Abstract

A keen interest in the philosophy of the Middle Ages is not uncommon today, even among philosophers; and it has, fortunately, been prepared and nourished by a great deal of purely historical research. For half a century now historical scholarship, sometimes quickened by a more or less philosophical motive, has been busy with the great Schoolmen—with Aquinas and Bonaventure, Scotus and Siger—and with the cultural epoch which both fed them and was formed by them. A vast amount of manuscript material has been systematically sifted, and an immense network of developments and influences, especially in the thirteenth-century field, has been explored and elucidated. All this has naturally affected the study of Dante; and yet not as much perhaps as one might have expected. For the nineteenth-century cult of Dante—of which we are the heirs—was already active and productive long before the modern historical study of his scholastic background really got under way. Nor has this study fully caught up yet with contemporary work on the poet. Despite the spade-work of Bruno Nardi, Busnelli and others, and the brilliant essay of Gilson, there is still no commentary on the Divine Comedy that would satisfy a specialist in medieval philosophy or theology.

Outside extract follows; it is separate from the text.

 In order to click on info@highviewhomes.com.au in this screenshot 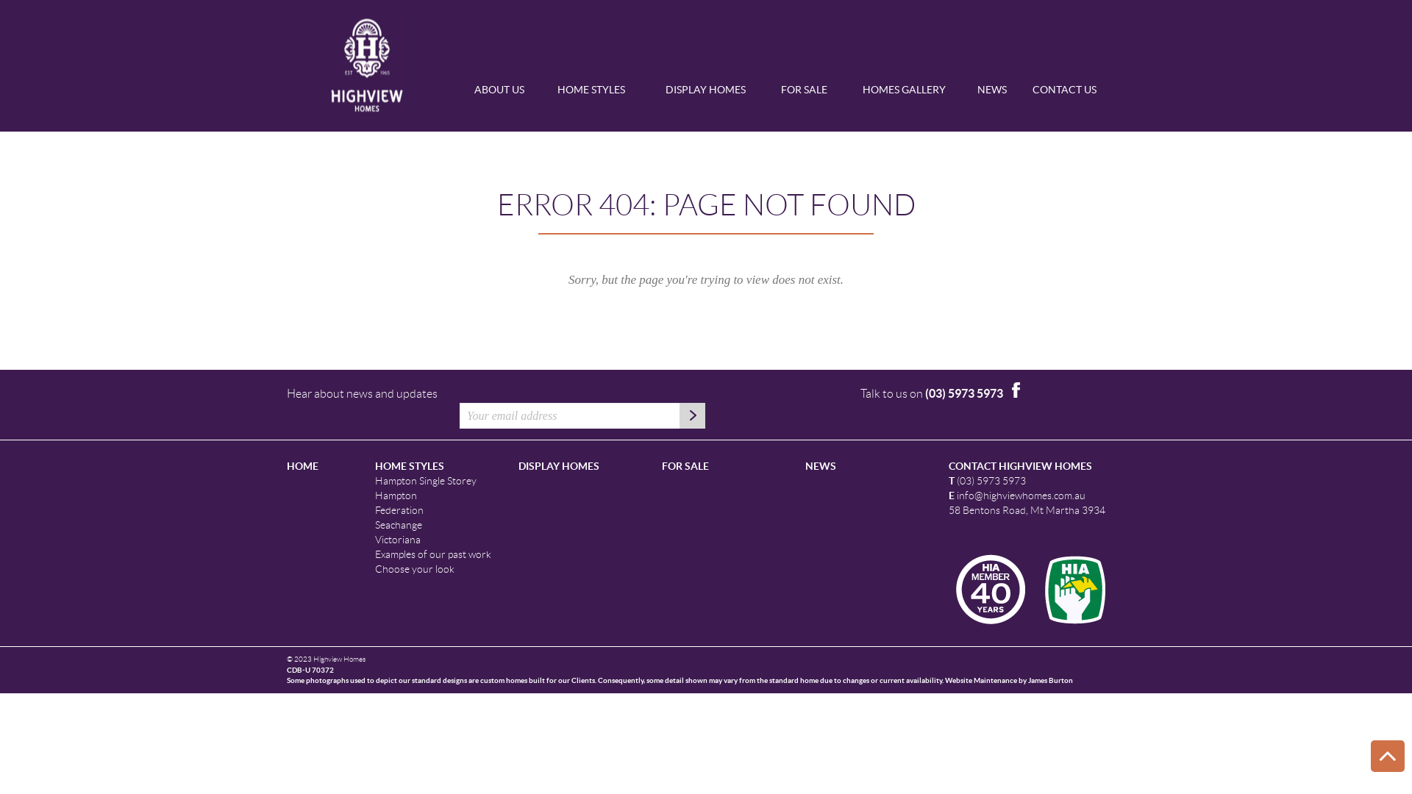, I will do `click(1021, 496)`.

Such specialists are doubtless inclined to overrate their own importance; yet, certainly, Dante's poetry and the scholastic formation of his mind are so closely interrelated that either aspect of his personality may lead one into the other, and indeed must do so (I should say) for any but the superficial reader; and this even apart from those general questions about the relation of poetry to abstract thought to which the study of the Comedy tends to give rise.